Please familiarize yourself regularly with our revised mission statement available on our website and in our bulletins and soon to be displayed (as our current one is), above the entrance to our church and in our multitorium:
Our mission is to empower all to experience new life in Christ through
sacramental living, transformative worship, lifelong spiritual growth
and community in service to others.
One initiative to fulfill our mission is a yearlong program of spiritual renewal entitled, Adventures in Grace: A Pilgrimage. This initiative is being supported by your generosity in our recent Providing for Our Family’s Future Capital Campaign. It is a collaboration with Soul Play, a unique ministry led by Terry Nelson-Johnson and Laura Field.

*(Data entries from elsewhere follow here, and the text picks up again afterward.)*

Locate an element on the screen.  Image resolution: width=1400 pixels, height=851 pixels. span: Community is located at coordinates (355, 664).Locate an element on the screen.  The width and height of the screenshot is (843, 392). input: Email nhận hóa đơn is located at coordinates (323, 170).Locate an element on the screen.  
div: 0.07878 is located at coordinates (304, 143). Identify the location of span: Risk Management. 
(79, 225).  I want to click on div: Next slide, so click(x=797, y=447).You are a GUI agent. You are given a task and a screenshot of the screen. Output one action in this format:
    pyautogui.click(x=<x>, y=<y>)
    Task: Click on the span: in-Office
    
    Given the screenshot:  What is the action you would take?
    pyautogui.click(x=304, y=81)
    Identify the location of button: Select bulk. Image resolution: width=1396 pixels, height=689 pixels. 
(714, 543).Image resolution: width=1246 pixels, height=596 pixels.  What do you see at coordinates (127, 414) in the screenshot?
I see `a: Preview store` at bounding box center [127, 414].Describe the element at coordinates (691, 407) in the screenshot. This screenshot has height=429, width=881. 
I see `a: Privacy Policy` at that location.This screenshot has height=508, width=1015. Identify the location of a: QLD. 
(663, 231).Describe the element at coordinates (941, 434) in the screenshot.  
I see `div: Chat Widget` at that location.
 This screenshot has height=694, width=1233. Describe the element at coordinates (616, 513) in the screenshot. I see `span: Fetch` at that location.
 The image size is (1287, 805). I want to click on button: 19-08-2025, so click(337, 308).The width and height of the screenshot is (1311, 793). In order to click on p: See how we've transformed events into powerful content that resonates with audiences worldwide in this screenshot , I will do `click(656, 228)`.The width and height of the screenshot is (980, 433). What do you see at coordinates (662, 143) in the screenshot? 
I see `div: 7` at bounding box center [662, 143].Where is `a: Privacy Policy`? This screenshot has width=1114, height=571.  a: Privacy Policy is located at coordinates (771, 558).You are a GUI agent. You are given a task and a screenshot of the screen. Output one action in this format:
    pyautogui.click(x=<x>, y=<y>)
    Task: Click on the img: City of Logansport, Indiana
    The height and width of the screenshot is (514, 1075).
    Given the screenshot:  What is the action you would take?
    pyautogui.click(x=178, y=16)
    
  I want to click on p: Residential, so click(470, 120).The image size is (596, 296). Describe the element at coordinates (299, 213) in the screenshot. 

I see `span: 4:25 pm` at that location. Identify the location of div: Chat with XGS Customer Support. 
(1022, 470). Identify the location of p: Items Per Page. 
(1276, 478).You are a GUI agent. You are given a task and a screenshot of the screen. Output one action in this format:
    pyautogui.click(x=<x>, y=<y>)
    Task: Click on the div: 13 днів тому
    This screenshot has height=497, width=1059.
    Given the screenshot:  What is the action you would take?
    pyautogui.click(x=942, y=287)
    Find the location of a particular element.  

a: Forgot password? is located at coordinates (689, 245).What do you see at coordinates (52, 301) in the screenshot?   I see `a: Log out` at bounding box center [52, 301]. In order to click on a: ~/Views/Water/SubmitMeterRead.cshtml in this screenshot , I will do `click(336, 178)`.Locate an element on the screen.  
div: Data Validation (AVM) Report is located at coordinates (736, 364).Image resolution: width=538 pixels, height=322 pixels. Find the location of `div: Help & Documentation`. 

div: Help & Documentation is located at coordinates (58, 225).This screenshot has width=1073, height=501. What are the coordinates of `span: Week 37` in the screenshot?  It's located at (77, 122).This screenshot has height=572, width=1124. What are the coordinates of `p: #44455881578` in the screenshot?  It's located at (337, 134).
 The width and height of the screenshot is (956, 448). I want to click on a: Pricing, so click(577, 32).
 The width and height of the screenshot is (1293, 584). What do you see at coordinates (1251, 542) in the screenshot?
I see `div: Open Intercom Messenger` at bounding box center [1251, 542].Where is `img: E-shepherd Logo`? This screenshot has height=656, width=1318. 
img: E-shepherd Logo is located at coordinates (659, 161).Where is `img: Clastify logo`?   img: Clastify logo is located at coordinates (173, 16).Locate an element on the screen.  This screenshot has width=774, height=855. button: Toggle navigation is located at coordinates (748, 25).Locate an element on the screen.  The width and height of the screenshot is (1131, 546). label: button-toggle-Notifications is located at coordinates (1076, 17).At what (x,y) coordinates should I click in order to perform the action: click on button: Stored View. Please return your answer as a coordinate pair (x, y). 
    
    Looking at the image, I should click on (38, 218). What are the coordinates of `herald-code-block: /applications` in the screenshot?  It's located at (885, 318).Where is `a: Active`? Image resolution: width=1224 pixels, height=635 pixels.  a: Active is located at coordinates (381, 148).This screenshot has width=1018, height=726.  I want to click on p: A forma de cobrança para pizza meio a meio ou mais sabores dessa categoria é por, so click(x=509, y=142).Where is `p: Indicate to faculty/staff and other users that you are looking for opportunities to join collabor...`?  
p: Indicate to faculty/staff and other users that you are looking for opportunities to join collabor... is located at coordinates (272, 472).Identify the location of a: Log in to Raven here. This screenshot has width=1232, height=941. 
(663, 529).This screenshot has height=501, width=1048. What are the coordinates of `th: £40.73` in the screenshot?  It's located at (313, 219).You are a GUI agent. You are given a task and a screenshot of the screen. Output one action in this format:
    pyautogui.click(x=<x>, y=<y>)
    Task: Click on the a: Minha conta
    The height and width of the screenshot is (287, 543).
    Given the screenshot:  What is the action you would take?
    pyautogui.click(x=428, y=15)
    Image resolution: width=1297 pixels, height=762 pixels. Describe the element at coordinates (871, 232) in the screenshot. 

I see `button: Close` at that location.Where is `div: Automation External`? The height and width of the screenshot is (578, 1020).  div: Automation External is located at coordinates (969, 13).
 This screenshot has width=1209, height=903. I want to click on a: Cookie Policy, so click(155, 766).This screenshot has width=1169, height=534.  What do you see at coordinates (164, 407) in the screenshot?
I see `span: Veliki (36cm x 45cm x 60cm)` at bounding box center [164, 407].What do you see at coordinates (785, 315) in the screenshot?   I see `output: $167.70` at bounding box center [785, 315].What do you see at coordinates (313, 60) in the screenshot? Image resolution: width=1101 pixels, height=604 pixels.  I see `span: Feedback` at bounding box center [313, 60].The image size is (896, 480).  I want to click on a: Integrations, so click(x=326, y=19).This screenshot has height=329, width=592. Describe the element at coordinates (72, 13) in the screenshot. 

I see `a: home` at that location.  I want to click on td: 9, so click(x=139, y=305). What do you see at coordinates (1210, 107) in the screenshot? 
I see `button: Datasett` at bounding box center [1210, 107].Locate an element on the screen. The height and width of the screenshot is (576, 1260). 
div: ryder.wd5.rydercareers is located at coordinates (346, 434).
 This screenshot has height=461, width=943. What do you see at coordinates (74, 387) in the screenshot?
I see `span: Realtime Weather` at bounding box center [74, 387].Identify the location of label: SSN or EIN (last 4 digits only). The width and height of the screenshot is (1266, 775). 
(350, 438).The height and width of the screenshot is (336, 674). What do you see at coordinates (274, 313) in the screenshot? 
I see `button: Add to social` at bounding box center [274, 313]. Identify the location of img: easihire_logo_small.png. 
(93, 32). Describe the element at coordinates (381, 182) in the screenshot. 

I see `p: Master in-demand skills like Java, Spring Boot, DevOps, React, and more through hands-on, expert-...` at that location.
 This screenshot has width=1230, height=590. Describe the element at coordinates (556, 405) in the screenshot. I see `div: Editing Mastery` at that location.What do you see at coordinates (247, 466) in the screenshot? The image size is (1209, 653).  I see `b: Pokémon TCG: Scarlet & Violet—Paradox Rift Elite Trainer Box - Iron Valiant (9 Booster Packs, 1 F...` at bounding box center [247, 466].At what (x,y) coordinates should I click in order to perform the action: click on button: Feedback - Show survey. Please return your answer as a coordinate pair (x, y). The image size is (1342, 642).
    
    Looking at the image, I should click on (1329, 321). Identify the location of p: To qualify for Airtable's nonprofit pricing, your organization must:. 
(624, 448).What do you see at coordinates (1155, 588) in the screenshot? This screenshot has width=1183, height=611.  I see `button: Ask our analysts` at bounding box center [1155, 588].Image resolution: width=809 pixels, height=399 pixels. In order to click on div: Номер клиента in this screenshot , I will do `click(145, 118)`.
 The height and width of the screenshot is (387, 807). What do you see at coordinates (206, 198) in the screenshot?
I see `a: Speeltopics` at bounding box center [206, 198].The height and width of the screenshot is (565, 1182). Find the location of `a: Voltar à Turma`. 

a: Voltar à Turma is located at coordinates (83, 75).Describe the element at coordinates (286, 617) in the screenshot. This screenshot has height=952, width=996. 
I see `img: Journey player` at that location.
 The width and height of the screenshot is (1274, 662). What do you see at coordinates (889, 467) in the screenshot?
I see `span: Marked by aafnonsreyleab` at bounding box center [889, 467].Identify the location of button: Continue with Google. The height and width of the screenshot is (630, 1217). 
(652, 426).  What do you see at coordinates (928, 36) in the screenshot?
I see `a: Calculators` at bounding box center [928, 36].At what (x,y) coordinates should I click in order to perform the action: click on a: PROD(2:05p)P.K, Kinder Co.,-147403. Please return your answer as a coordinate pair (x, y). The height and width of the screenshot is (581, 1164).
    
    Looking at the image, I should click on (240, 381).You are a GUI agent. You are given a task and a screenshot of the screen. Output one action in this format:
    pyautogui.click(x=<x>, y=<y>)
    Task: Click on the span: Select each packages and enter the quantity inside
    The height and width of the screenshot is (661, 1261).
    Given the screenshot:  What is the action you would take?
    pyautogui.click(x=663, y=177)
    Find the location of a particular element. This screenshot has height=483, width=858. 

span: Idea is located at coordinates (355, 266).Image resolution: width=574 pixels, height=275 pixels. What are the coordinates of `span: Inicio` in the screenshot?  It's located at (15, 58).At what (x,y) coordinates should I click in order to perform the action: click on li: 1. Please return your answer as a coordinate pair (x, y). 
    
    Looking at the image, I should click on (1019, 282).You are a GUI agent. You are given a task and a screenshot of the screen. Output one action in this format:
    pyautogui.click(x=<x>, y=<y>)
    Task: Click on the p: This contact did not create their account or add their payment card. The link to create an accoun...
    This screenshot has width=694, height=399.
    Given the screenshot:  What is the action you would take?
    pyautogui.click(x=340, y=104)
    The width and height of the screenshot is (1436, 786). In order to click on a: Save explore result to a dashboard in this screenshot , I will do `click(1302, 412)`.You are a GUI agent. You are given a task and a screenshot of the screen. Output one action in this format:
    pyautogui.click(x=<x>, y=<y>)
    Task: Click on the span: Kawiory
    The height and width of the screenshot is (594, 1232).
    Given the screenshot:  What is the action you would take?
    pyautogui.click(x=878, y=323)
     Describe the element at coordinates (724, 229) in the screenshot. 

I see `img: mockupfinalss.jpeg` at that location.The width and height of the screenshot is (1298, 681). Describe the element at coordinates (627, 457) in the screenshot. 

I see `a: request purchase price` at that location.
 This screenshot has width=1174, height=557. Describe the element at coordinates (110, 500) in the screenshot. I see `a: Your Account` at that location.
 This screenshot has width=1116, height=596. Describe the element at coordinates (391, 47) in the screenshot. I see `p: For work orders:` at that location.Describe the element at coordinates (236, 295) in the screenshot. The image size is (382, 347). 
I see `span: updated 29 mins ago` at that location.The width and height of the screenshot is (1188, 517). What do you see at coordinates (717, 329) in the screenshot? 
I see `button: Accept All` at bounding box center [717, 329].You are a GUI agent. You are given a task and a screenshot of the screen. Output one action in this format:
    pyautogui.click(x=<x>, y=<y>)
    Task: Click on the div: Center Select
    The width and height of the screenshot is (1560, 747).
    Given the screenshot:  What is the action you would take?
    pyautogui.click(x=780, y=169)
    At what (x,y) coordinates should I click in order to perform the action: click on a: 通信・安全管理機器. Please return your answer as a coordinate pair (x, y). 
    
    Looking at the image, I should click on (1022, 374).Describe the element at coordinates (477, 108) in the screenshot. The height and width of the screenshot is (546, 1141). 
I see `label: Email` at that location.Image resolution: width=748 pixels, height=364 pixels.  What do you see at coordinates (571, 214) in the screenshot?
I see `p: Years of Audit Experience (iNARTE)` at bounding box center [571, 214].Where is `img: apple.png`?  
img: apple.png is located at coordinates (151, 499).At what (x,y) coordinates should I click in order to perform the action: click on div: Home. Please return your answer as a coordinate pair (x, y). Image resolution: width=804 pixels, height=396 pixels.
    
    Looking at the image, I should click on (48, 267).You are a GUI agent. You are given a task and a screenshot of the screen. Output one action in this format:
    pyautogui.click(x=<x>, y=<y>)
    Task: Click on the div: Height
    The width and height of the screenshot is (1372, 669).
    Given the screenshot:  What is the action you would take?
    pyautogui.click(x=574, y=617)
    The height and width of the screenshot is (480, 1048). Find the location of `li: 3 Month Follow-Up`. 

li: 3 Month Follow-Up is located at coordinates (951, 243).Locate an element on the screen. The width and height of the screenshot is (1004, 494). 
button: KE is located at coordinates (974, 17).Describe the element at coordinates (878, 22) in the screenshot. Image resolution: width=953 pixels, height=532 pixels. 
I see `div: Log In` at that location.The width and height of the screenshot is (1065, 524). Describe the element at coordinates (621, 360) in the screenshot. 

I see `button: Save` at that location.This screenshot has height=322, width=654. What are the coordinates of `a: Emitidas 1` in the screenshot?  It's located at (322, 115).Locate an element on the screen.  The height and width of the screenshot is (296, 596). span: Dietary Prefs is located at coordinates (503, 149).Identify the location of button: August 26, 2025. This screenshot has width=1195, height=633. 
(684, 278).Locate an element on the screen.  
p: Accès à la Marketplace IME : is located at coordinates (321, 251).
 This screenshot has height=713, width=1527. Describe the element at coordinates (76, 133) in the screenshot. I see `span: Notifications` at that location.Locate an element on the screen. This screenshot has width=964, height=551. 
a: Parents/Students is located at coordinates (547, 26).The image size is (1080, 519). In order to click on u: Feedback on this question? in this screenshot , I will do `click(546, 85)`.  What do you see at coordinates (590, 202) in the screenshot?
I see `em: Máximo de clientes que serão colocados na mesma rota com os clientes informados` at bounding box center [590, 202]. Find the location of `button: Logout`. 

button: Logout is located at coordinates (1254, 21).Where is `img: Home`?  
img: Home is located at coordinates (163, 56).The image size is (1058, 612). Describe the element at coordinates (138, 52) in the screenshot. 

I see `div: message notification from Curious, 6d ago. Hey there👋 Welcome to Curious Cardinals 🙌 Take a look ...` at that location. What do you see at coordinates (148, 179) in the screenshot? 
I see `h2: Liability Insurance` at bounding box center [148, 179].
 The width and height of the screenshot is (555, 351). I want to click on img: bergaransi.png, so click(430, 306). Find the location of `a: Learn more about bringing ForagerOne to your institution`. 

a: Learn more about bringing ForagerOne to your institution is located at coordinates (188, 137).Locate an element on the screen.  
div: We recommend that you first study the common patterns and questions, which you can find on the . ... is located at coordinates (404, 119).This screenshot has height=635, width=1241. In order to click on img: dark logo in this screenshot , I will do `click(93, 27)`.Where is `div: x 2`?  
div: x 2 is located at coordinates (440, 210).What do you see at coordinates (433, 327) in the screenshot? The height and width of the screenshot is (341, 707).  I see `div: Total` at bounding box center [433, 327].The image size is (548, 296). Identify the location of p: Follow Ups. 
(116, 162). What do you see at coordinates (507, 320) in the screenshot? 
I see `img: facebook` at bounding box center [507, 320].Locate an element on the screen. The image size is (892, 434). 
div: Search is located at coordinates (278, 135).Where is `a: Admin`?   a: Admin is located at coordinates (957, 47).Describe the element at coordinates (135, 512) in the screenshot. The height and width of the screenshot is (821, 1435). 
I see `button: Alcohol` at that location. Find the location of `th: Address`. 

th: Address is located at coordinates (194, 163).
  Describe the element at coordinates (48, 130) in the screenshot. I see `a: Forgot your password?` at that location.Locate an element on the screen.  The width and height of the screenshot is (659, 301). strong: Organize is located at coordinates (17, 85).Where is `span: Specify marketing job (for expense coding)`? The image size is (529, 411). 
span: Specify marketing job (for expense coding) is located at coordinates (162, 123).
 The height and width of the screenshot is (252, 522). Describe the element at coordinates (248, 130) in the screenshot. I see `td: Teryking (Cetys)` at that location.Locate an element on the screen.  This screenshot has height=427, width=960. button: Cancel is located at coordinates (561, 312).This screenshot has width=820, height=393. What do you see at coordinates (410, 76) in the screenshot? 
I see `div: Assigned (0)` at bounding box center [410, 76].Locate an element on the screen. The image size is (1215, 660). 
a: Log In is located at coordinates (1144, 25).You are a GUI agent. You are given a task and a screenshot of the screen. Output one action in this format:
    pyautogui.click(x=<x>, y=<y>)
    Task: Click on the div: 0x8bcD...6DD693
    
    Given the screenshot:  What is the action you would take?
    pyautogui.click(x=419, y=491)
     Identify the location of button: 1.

Terry and Laura are the driving forces behind the Beloved Retreats that we have held in partnership with them for the past several years and they are leaders at Old St. Patrick’s parish in the city.
I am asking ALL of you to be attentive to the details of this pilgrimage that will be introduced this summer and begin in earnest on the weekend of September 25 and 26. I am asking ALL of you to invest in this parish wide initiative of renewal. I am asking ALL of you to participate. I am asking that you make this a priority to the extent that you replace some of your existing ministry activities or programs with the ones offered by this Pilgrimage, or meld them with your programs.
This is a time of starting over, opening up and reshaping much of our lives post-pandemic. We are ready to re-engage and I believe the time is now for Holy Family to re-engage our faithful contingent and to reach out to engage newcomers.